The Tokyo High Court on Tuesday ordered a former executive of Mitsubishi Hitachi Power Systems Ltd. to pay a ¥2.5 million fine over bribery in Japan's first case involving a plea bargain, nullifying a suspended prison term delivered by a lower court.

Satoshi Uchida, 66, had been sentenced to 18 months in prison, suspended for three years, by the Tokyo District Court last September for conspiring with two subordinates in charge of logistics to bribe a senior Thai official in a power plant project in the Southeast Asia country.

The high court ruled the testimonies of the two subordinates that Uchida had approved giving a bribe were not credible.

"(Uchida) was consistently hesitant and urging them to come up with alternatives. The district court ruling ... leaves reasonable doubt," said Presiding Judge Yoshifumi Asayama.

Nonetheless, Uchida was in a position to stop the two from bribing an official of the Ministry of Transport in Thailand but failed to do so, according to Tuesday's ruling.

The two paid 11 million baht ($347,000) in February 2015 to the official, who informed them the company had failed to meet necessary conditions for unloading cargo. The subordinates have already been convicted of bribing the official.

Plea bargains were introduced in Japan in June 2018, and under the deal, signed by prosecutors and Mitsubishi Hitachi Power, the Yokohama-based company was exempted from indictment in exchange for cooperation during the investigation and trial.

The plea bargain system was also later used in charging former Nissan Motor Co. Chairman Carlos Ghosn with alleged financial misconduct, after a deal was struck between two of his former close aides and prosecutors.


**TASK BRIEF**
Take each line of the material that includes "effects" and copy it.

** Opening RECORDS TO PROCESS block **

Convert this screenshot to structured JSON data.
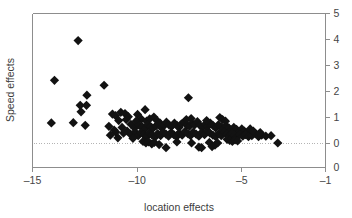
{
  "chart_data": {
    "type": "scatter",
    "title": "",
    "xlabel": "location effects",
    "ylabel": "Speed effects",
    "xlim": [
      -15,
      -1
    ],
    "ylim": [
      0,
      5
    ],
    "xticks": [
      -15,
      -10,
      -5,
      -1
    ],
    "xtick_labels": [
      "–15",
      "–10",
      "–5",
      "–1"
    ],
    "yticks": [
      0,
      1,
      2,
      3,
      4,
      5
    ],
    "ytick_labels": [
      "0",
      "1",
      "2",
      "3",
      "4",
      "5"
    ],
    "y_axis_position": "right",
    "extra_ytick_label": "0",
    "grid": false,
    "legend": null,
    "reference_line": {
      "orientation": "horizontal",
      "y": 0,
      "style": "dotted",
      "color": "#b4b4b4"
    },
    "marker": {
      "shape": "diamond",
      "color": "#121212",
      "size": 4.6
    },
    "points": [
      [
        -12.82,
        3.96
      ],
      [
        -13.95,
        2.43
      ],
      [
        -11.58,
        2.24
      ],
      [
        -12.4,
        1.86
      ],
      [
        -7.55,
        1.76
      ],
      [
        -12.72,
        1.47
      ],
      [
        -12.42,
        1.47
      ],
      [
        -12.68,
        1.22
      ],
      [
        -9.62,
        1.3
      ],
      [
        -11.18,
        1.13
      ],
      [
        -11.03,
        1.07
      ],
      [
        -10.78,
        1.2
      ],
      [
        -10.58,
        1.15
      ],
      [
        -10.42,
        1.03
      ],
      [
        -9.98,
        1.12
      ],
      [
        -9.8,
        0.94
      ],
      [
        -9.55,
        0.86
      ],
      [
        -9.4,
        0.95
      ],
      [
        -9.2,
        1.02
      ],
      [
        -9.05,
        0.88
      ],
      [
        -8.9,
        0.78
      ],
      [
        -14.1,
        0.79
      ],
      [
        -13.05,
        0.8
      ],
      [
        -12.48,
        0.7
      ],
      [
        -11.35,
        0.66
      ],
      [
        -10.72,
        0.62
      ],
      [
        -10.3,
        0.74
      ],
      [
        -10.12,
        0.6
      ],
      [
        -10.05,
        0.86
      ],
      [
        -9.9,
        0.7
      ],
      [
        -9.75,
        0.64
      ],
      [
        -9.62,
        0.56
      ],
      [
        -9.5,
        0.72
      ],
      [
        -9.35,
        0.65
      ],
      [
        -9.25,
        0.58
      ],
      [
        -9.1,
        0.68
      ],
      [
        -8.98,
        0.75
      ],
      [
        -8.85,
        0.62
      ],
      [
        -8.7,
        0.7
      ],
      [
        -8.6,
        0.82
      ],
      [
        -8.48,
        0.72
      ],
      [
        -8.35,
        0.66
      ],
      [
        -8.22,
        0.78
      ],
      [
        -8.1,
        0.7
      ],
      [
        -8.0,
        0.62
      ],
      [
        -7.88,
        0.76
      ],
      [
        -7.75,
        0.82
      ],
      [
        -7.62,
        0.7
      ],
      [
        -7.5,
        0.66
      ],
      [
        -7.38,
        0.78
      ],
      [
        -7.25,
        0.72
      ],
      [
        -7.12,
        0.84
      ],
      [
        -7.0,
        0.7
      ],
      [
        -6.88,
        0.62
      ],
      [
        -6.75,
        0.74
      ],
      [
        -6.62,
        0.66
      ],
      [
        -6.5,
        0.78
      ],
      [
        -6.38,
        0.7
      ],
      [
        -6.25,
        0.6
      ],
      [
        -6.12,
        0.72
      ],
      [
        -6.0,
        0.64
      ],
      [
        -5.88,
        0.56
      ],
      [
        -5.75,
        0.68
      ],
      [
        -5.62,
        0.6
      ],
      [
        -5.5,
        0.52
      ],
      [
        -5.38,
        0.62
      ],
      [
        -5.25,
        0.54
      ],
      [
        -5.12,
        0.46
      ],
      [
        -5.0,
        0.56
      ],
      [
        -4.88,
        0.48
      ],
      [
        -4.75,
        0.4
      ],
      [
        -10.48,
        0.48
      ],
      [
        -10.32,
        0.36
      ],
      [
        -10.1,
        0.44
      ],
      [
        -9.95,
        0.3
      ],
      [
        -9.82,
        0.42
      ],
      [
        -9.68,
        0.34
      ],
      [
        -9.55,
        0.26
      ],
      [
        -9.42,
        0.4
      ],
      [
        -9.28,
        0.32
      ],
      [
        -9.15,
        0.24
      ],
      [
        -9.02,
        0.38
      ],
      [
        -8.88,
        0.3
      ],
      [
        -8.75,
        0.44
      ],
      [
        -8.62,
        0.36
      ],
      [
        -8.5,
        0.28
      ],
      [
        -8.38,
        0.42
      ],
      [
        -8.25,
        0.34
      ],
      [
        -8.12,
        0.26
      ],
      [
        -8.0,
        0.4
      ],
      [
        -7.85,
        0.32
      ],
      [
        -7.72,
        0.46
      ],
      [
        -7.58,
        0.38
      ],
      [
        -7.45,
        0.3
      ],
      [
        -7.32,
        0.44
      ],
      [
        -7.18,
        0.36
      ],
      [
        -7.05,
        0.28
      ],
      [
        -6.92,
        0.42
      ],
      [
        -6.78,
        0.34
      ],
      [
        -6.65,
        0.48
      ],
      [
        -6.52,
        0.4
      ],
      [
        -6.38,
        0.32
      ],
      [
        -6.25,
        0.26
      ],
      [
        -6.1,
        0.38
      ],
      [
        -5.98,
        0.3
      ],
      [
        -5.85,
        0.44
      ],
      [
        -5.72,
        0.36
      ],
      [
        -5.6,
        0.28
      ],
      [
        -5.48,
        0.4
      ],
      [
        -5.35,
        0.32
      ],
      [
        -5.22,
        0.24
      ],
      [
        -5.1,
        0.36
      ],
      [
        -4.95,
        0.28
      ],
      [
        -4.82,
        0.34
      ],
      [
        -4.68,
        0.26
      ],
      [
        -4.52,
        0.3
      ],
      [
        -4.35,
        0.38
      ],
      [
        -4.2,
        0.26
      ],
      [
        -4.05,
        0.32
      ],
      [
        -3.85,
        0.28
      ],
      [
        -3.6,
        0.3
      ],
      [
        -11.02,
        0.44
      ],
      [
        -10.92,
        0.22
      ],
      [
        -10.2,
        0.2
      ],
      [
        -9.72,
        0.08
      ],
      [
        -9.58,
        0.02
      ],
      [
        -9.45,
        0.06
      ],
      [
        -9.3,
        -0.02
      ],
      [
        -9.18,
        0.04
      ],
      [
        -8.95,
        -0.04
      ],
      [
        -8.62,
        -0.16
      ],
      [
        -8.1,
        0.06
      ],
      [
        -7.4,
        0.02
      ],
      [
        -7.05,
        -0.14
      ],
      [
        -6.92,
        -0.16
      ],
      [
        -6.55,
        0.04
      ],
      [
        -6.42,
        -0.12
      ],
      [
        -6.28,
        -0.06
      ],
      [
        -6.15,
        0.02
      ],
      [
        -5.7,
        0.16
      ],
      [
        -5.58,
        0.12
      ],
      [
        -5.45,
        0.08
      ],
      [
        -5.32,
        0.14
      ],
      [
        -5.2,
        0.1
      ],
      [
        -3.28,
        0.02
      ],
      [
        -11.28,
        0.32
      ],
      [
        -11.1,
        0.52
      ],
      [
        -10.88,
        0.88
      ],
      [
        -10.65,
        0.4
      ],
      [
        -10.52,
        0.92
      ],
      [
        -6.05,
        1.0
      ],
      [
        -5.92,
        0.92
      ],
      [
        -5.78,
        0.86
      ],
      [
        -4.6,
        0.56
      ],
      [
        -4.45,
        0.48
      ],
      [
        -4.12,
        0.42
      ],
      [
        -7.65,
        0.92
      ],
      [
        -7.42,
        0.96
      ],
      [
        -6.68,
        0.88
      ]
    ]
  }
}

** Closing RECORDS TO PROCESS block **
** Opening RECORDS TO PROCESS block **

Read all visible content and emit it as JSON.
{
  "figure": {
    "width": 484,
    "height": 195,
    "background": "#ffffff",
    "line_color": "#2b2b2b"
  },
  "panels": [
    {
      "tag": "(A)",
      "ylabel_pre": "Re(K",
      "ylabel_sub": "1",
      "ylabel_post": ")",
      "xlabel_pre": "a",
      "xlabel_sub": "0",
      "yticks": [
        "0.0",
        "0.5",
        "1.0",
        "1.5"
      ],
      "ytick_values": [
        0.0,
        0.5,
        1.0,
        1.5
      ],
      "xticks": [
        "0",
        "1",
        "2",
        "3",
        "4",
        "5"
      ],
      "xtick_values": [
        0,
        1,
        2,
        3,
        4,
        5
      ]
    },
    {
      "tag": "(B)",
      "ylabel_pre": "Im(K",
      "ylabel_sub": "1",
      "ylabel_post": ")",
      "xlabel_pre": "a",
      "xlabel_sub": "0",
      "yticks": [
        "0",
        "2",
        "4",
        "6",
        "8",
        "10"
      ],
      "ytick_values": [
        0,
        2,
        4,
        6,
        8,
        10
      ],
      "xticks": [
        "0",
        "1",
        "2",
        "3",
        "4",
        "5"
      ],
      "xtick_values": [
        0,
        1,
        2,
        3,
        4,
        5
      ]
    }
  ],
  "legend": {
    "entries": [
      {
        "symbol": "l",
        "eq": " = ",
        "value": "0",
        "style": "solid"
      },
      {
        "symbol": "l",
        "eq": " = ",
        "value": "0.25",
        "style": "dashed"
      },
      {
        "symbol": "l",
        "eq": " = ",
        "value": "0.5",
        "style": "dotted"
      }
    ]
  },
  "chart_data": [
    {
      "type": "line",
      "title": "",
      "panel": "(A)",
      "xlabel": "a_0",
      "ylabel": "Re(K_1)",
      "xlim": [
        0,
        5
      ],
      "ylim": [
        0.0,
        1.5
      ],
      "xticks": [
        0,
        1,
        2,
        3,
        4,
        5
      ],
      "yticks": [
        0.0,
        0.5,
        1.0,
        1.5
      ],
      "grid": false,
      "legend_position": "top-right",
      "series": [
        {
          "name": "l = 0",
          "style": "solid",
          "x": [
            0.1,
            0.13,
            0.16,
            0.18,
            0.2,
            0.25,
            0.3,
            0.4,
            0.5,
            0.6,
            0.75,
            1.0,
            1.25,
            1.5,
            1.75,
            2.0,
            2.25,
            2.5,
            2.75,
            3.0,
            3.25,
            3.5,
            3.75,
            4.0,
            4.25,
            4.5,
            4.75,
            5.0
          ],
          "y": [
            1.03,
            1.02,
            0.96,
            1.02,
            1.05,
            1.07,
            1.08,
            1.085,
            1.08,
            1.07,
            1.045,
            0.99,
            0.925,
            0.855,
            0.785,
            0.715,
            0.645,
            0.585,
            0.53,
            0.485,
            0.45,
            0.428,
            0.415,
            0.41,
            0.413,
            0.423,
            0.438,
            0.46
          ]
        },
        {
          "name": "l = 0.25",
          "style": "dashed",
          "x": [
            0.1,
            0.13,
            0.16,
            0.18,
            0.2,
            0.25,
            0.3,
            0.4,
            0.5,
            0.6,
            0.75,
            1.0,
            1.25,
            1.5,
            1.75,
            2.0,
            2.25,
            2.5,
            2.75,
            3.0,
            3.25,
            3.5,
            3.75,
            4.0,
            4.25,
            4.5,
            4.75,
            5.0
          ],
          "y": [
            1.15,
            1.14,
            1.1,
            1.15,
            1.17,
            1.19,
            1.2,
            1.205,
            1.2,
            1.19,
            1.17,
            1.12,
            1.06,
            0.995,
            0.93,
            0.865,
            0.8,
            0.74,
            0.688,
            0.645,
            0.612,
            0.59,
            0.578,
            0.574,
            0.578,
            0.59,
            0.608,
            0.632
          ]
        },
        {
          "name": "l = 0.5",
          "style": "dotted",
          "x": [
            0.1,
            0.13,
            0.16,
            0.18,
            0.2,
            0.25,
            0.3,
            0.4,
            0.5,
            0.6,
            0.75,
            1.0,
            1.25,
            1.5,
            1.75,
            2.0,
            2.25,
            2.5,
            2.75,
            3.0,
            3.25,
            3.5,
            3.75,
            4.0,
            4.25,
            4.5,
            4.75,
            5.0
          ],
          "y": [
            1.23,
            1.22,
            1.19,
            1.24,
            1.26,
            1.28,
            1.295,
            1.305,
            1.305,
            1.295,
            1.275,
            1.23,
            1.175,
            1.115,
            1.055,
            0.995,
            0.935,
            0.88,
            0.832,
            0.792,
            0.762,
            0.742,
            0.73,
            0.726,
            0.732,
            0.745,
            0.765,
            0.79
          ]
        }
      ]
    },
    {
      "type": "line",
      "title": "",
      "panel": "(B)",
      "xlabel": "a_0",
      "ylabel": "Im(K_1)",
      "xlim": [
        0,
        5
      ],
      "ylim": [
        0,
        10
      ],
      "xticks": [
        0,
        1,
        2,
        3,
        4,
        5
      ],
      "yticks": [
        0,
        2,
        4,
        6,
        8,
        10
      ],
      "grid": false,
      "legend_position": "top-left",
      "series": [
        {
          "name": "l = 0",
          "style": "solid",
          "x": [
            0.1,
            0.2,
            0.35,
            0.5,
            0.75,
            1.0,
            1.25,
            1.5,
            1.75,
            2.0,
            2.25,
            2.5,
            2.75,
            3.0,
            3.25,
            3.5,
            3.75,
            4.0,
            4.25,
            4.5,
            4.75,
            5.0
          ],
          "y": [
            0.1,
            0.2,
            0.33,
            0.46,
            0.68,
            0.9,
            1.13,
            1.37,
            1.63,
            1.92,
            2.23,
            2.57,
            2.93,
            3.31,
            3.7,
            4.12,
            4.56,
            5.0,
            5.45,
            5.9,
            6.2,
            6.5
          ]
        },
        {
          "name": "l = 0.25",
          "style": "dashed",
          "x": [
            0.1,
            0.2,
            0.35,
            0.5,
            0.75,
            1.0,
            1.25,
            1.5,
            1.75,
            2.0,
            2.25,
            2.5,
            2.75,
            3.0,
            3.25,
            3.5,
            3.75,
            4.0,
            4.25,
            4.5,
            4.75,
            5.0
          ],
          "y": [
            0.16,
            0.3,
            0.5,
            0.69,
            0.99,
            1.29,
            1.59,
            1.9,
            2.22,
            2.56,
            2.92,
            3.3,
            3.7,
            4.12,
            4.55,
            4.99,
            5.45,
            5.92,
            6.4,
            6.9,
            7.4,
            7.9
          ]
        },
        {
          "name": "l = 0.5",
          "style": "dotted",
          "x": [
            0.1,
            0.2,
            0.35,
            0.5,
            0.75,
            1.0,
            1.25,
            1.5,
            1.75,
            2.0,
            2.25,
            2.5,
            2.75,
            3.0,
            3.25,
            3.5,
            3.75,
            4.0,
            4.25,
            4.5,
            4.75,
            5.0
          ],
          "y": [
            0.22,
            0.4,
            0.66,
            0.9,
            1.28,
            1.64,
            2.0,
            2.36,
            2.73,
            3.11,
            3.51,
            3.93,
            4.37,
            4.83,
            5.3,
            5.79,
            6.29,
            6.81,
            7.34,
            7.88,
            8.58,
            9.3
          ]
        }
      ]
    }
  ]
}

** Closing RECORDS TO PROCESS block **
** Opening RECORDS TO PROCESS block **

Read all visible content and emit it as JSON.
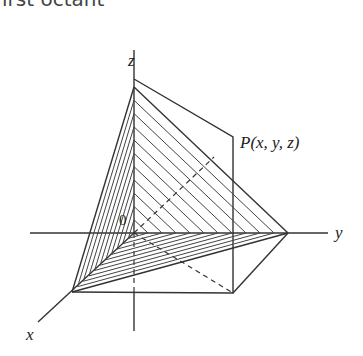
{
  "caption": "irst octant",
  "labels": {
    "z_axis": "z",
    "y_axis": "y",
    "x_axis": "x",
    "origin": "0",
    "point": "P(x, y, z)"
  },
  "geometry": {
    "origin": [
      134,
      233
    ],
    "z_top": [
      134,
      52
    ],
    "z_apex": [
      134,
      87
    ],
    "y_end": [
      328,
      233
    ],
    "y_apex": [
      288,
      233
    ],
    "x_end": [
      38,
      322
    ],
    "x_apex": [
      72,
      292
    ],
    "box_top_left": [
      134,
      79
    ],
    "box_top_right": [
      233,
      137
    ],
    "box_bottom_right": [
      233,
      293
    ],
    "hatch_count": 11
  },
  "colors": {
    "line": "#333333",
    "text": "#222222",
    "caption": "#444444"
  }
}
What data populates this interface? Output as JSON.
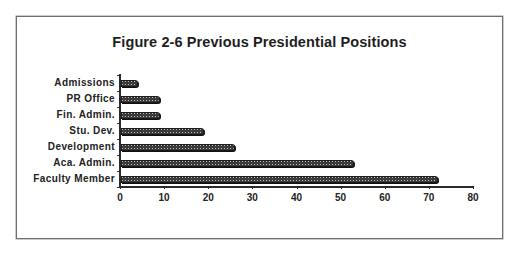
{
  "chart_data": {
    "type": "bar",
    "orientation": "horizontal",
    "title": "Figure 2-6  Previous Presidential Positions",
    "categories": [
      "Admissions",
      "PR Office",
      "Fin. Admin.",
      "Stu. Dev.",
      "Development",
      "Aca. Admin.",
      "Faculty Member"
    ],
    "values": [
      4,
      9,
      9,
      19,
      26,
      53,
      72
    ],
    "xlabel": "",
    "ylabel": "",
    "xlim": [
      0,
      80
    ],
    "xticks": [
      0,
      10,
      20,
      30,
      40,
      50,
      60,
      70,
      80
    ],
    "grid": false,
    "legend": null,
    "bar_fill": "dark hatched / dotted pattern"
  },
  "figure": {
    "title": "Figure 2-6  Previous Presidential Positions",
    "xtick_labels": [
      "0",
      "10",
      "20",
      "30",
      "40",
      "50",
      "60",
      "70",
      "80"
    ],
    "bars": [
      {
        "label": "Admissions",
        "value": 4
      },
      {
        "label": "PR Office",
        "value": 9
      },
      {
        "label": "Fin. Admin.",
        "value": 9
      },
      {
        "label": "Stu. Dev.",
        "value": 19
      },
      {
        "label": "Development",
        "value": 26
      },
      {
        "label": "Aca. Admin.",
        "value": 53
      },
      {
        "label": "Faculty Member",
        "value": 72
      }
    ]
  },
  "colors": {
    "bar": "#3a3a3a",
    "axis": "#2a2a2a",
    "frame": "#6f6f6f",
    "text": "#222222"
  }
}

** Closing RECORDS TO PROCESS block **

**RESPONSE AREA**
    "xlabel": "location effects",
    "ylabel": "Speed effects",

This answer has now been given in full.